A connection (TCP) is a link between the client and the broker, that performs underlying networking tasks including initial authentication, IP resolution, and networking.
Connections can multiplex over a single TCP connection, meaning that an application can open "lightweight connections" on a single connection. This "lightweight connection" is called a channel. Each connection can maintain a set of underlying channels.
Many applications needs to have multiple connections to the broker, and instead of having many connections an application can reuse the connection, by instead, create and delete channels. Keeping many TCP connections open at the same time is not desired, as they consume system resources. The handshake process for a connection is also quite complex and requires at least 7 TCP packets or more if TLS is used.
A channel acts as a virtual connection inside a TCP connection. A channel reuses a connection, forgoing the need to reauthorize and open a new TCP stream. Channels allow you to use resources more efficiently (more about this later in this article).
Every AMQP protocol-related operation occurs over a channel.
Publish are connected to the queue via exchanges. Publisher can never send the message to the queue directly but instead it sends message to the exchange and exchange route the messages to the queue based on exchange type and defined routing key to the exchange.

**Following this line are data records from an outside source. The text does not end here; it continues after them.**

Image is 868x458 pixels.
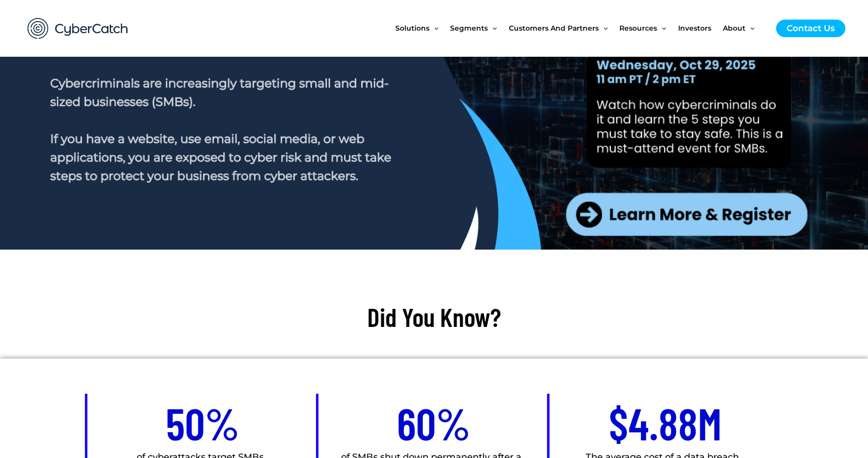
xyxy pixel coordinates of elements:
[550,394,781,452] h2: $4.88M
[488,7,497,49] span: Menu Toggle
[620,7,657,49] span: Resources
[745,7,755,49] span: Menu Toggle
[87,394,318,452] h2: 50%
[509,7,599,49] span: Customers and Partners
[599,7,608,49] span: Menu Toggle
[395,7,429,49] span: Solutions
[17,8,138,49] img: CyberCatch
[318,394,550,452] h2: 60%
[429,7,439,49] span: Menu Toggle
[657,7,666,49] span: Menu Toggle
[223,300,646,334] h2: Did You Know?
[723,7,745,49] span: About
[679,7,712,49] span: Investors
[679,7,723,49] a: Investors
[451,7,488,49] span: Segments
[395,7,767,49] nav: Site Navigation: New Main Menu
[776,20,846,37] a: Contact Us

Used in while defining exchanges and it plays key role to route message to the queue
Holds the messages for the process.
A direct exchange delivers messages to queues based on a message routing key. The routing key is a message attribute added to the message header by the producer. Think of the routing key as an "address" that the exchange is using to decide how to route the message. A message goes to the queue(s) with the binding key that exactly matches the routing key of the message.
Topic exchange is similar to direct exchange, but the routing is done according to the routing pattern. Instead of using fixed routing key, it uses wildcards. Messages are routed to one or many queues based on a matching between a message routing key and pattern. The routing key must consist of list of words delimited by a period “.”.
A fanout exchange copies and routes a received message to all queues that are bound to it regardless of routing keys or patterns. The keys provided will simply be ignored.
Fanout exchanges can be useful when the same message needs to be sent to one or more queues with consumers who may process the same message in different ways.
A headers exchange routes messages based on arguments containing headers and optional values. It uses the message header attributes for routing.
A special argument named “x-match”, added in the binding between exchange and queue, specifies if all headers must match or just one. The “x-match” property can have two different values: “any” or “all”,where “all” is the default value. A value of “all” means all header pairs (key, value) must match, while value of “any” means at least one of the header pairs must match.
The default exchange is a pre-declared direct exchange that has no name. It is usually referred by an empty string. If you use default exchange your message is delivered to the queue with a name equal to the routing key of the message. Every queue is automatically bound to the default exchange with a routing key which is the same as the queue name.
If there is no matching queue for the message, the message is dropped. RabbitMQ provides an AMQP extension known as the “Dead Letter Exchange”. This exchange which provides the functionality to capture messages that are not deliverable.